Before the band goes on stage, can I get... Alex Baldinger
Must-see movies at AFI Docs Stephanie Merry
Sherry 101 at Mockingbird Hill every Tuesday Fritz Hahn
Theater
Contestants and local celebrities attempt to fill in blanks to win cash and prizes.
Fringe Festival: 'Match Game DC'
By Stephanie Merry
Tuesday, July 12, 2011
Cue the universal noise of game-show misfortune, which sounds something like a team of geese squawking descending minor chords. The contestants during the Capital Fringe Festival's "Match Game DC" couldn't seem to get any correct answers, but that didn't make the evening any less entertaining.

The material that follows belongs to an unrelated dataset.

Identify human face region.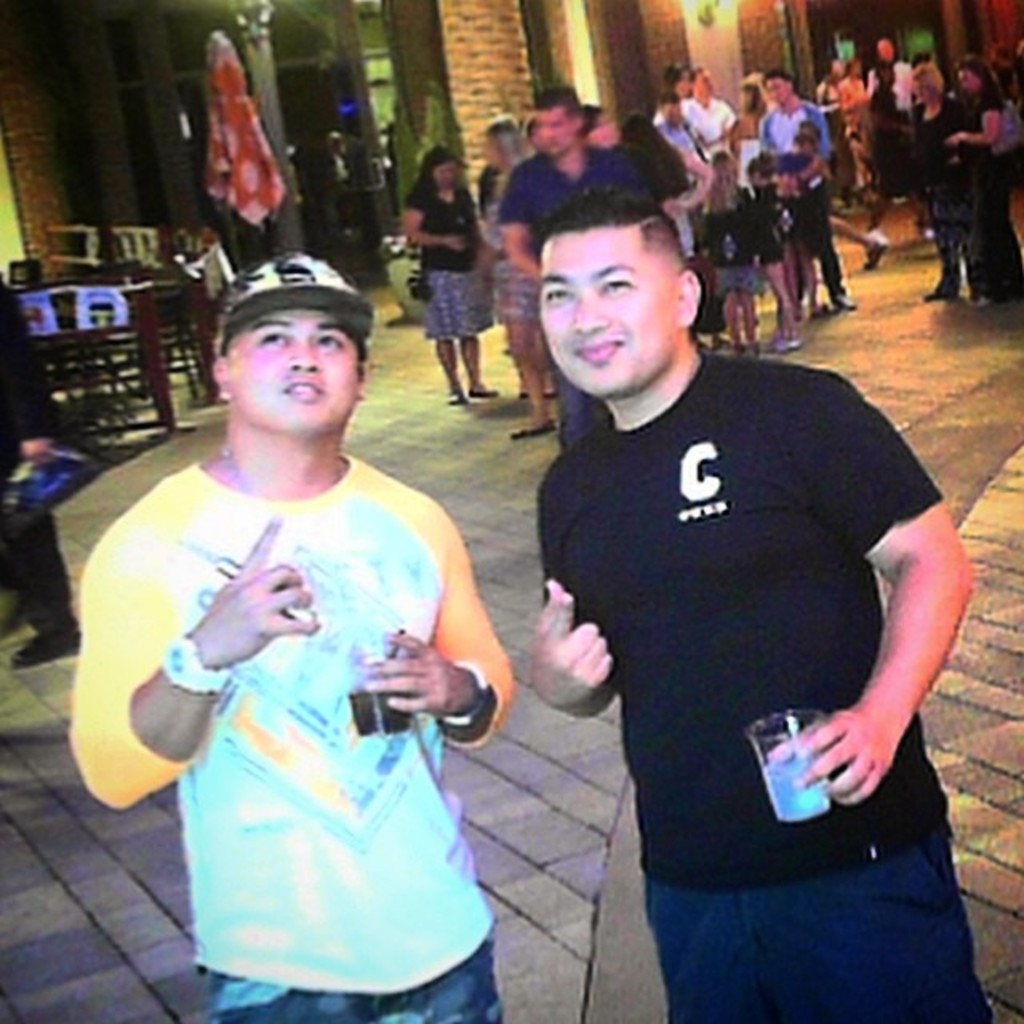
Region: BBox(227, 304, 362, 432).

The production resurrects a television show from the 1970s and '80s in which two contestants compete by choosing words or phrases that fill in the blank for a sentence that begs for double-entendre. Six celebrities also choose a word, and the more responses that match between contestant and celebrity, the more points the player receives. Of course, when the celebrities are going with responses that are both absurd and unprintable, it's easy to see why the game can be difficult.

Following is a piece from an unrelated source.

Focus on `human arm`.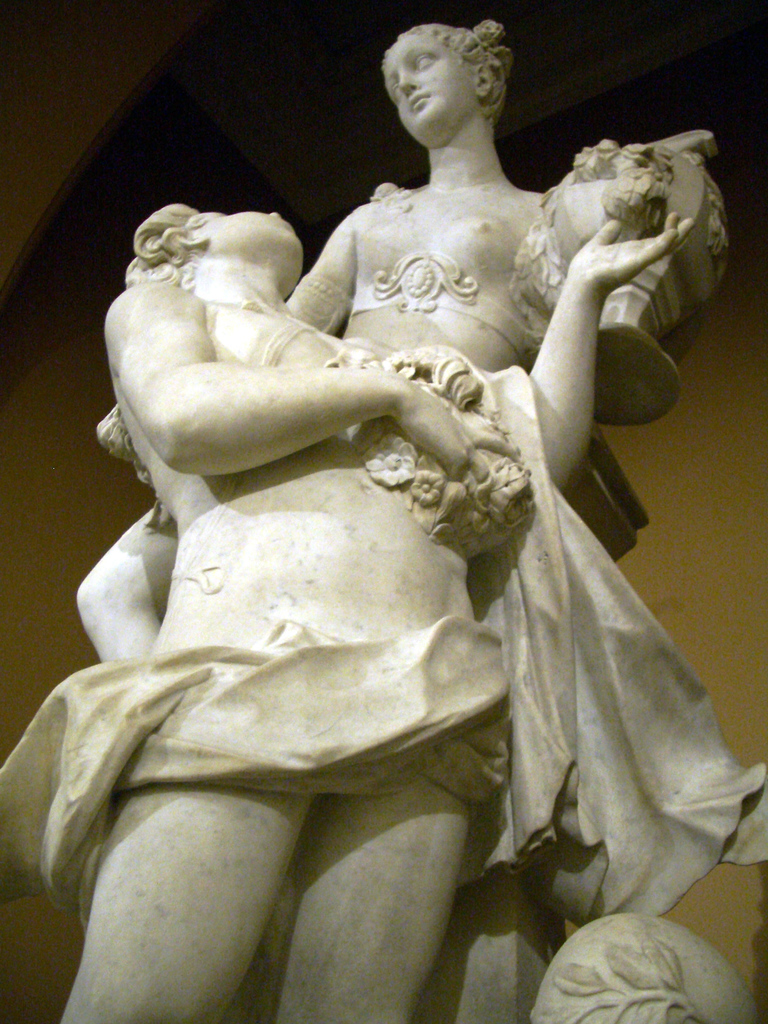
Focused at [483, 275, 700, 433].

Challenging though it may have been for the contestants, the game proved fun for spectators, who delighted in heckling both contestants and celebrities. When players chose innocuous responses, the audience booed. In fact, as the responses became increasingly off-color, the crowd became more enthusiastic.
Proceeds from the evening benefit the DC Film Alliance, Food & Friends and the Washington Literacy Council, so clever "commercial breaks" consist of auctions for an array of prizes.
The celebrities change each evening (including, full disclosure, a couple Washington Post reporters), and the night with Arch Campbell and Tim Tate, co-founder of the Washington Glass School, was a winner. As anyone who has seen the Arch Campbell Show knows, the entertainment reporter has a colorful personality and, on this evening, made some vibrant sartorial choices to match. Tate, meanwhile, should be a go-to choice for anyone in the mood for a round of debauched Mad Libs.